Religion, on the other hand, uses a different body of techniques to explain the nature of the universe. It uses tradition and dogma and authority and revelation, and a detailed legalistic analysis of source texts, to dictate what the nature of reality should be. It's always wrong, from an empirical perspective, although I do have to credit theologians with some of the most amazingly intricate logical exercises as they try to justify their conclusions. The end result of all of this kind of clever wankery, though, is that some people say the world is 6000 years old, that it was inundated with a global flood 4000 years ago, and other people say something completely different, and there is no way within the body of theology to resolve which answers are right. They have to step outside their narrow domain to get an independent confirmation — that is, they rely on science to give them the answers to the Big Questions in which they purport to have expertise.
So what theistic scientists have to do is abandon the operational techniques of religion and use science to address those questions. The "theistic" part of their moniker is nothing but useless baggage which, if they take it at all seriously, would interfere with their understanding of the world. That is what I mean by an incompatibility between the two...
Accommodationists are a problem not because accommodation is bad, but because they are pushing for the wrong kind of accommodation. Science doesn't need to conform, religion does. Religion demands a special kind of privilege in these discussions because if we actually get down to assessing views fairly and objectively, on the basis of what works, it fails. I say, let it....
I'm starting to wonder if folks who say "Science and religion are compatable" aren't mostly religious folks who inherently recognize that science has replaced religion as the primary arbiter of reality in our socieity, and thus are really trying to garner respect for their beliefs via claiming scientific compatability.

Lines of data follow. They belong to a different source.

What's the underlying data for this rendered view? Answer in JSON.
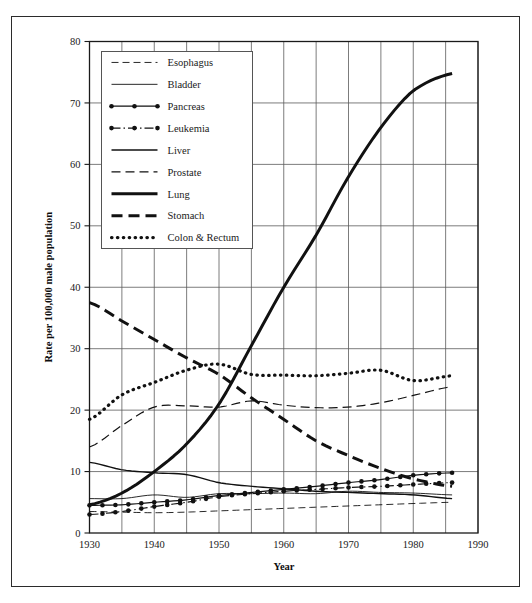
{
  "chart_data": {
    "type": "line",
    "title": "",
    "xlabel": "Year",
    "ylabel": "Rate per 100,000 male population",
    "xlim": [
      1930,
      1990
    ],
    "ylim": [
      0,
      80
    ],
    "x_ticks": [
      1930,
      1940,
      1950,
      1960,
      1970,
      1980,
      1990
    ],
    "x_gridlines": [
      1930,
      1935,
      1940,
      1945,
      1950,
      1955,
      1960,
      1965,
      1970,
      1975,
      1980,
      1985,
      1990
    ],
    "y_ticks": [
      0,
      10,
      20,
      30,
      40,
      50,
      60,
      70,
      80
    ],
    "grid": true,
    "legend_position": "upper-left-inside",
    "series": [
      {
        "name": "Esophagus",
        "style": "dashed-thin",
        "x": [
          1930,
          1935,
          1940,
          1945,
          1950,
          1955,
          1960,
          1965,
          1970,
          1975,
          1980,
          1986
        ],
        "values": [
          3.5,
          3.4,
          3.3,
          3.4,
          3.6,
          3.8,
          4.0,
          4.2,
          4.4,
          4.6,
          4.8,
          5.0
        ]
      },
      {
        "name": "Bladder",
        "style": "solid-thin",
        "x": [
          1930,
          1935,
          1940,
          1945,
          1950,
          1955,
          1960,
          1965,
          1970,
          1975,
          1980,
          1986
        ],
        "values": [
          5.6,
          5.6,
          6.2,
          5.8,
          6.4,
          6.4,
          6.5,
          6.4,
          6.8,
          6.6,
          6.5,
          6.2
        ]
      },
      {
        "name": "Pancreas",
        "style": "solid-marker",
        "x": [
          1930,
          1935,
          1940,
          1945,
          1950,
          1955,
          1960,
          1965,
          1970,
          1975,
          1980,
          1986
        ],
        "values": [
          4.5,
          4.6,
          5.0,
          5.4,
          6.1,
          6.6,
          7.1,
          7.6,
          8.2,
          8.7,
          9.4,
          9.8
        ]
      },
      {
        "name": "Leukemia",
        "style": "dash-dot-marker",
        "x": [
          1930,
          1935,
          1940,
          1945,
          1950,
          1955,
          1960,
          1965,
          1970,
          1975,
          1980,
          1986
        ],
        "values": [
          3.0,
          3.5,
          4.3,
          5.0,
          5.9,
          6.4,
          6.8,
          7.1,
          7.4,
          7.6,
          7.9,
          8.2
        ]
      },
      {
        "name": "Liver",
        "style": "solid-medium",
        "x": [
          1930,
          1935,
          1940,
          1945,
          1950,
          1955,
          1960,
          1965,
          1970,
          1975,
          1980,
          1986
        ],
        "values": [
          11.5,
          10.3,
          9.8,
          9.5,
          8.2,
          7.6,
          7.2,
          6.8,
          6.6,
          6.4,
          6.2,
          5.6
        ]
      },
      {
        "name": "Prostate",
        "style": "dashed-medium",
        "x": [
          1930,
          1935,
          1940,
          1945,
          1950,
          1955,
          1960,
          1965,
          1970,
          1975,
          1980,
          1986
        ],
        "values": [
          14.0,
          17.5,
          20.5,
          20.7,
          20.5,
          21.5,
          20.8,
          20.4,
          20.5,
          21.2,
          22.4,
          23.8
        ]
      },
      {
        "name": "Lung",
        "style": "solid-thick",
        "x": [
          1930,
          1935,
          1940,
          1945,
          1950,
          1955,
          1960,
          1965,
          1970,
          1975,
          1980,
          1986
        ],
        "values": [
          4.6,
          6.5,
          10.0,
          14.5,
          21.0,
          30.5,
          40.0,
          48.5,
          58.0,
          66.0,
          72.0,
          74.8
        ]
      },
      {
        "name": "Stomach",
        "style": "dashed-thick",
        "x": [
          1930,
          1935,
          1940,
          1945,
          1950,
          1955,
          1960,
          1965,
          1970,
          1975,
          1980,
          1986
        ],
        "values": [
          37.5,
          34.5,
          31.5,
          28.5,
          25.8,
          22.0,
          18.5,
          15.0,
          12.6,
          10.5,
          8.8,
          7.6
        ]
      },
      {
        "name": "Colon & Rectum",
        "style": "dotted-thick",
        "x": [
          1930,
          1935,
          1940,
          1945,
          1950,
          1955,
          1960,
          1965,
          1970,
          1975,
          1980,
          1986
        ],
        "values": [
          18.5,
          22.5,
          24.5,
          26.5,
          27.5,
          25.8,
          25.7,
          25.6,
          26.0,
          26.5,
          24.8,
          25.6
        ]
      }
    ]
  },
  "legend": {
    "items": [
      {
        "label": "Esophagus",
        "style": "dashed-thin"
      },
      {
        "label": "Bladder",
        "style": "solid-thin"
      },
      {
        "label": "Pancreas",
        "style": "solid-marker"
      },
      {
        "label": "Leukemia",
        "style": "dash-dot-marker"
      },
      {
        "label": "Liver",
        "style": "solid-medium"
      },
      {
        "label": "Prostate",
        "style": "dashed-medium"
      },
      {
        "label": "Lung",
        "style": "solid-thick"
      },
      {
        "label": "Stomach",
        "style": "dashed-thick"
      },
      {
        "label": "Colon & Rectum",
        "style": "dotted-thick"
      }
    ]
  },
  "colors": {
    "line": "#111111",
    "grid": "#5a5a5a",
    "frame": "#1a1a1a",
    "border": "#2b2b2b",
    "background": "#ffffff"
  }
}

People hold all sorts of inherently incompatable ideas in their heads, all the time. In another thread, a Muslim is telling us he just luvs science while at the same time arguing against evolutionary biology.The compatibility arises in the individual who is able to hold the same ideas side by side and find important meaning in both
Religion and Science are not mutually exlusive. They are not opposites, they do not pull away from eachother of cancel eachother out.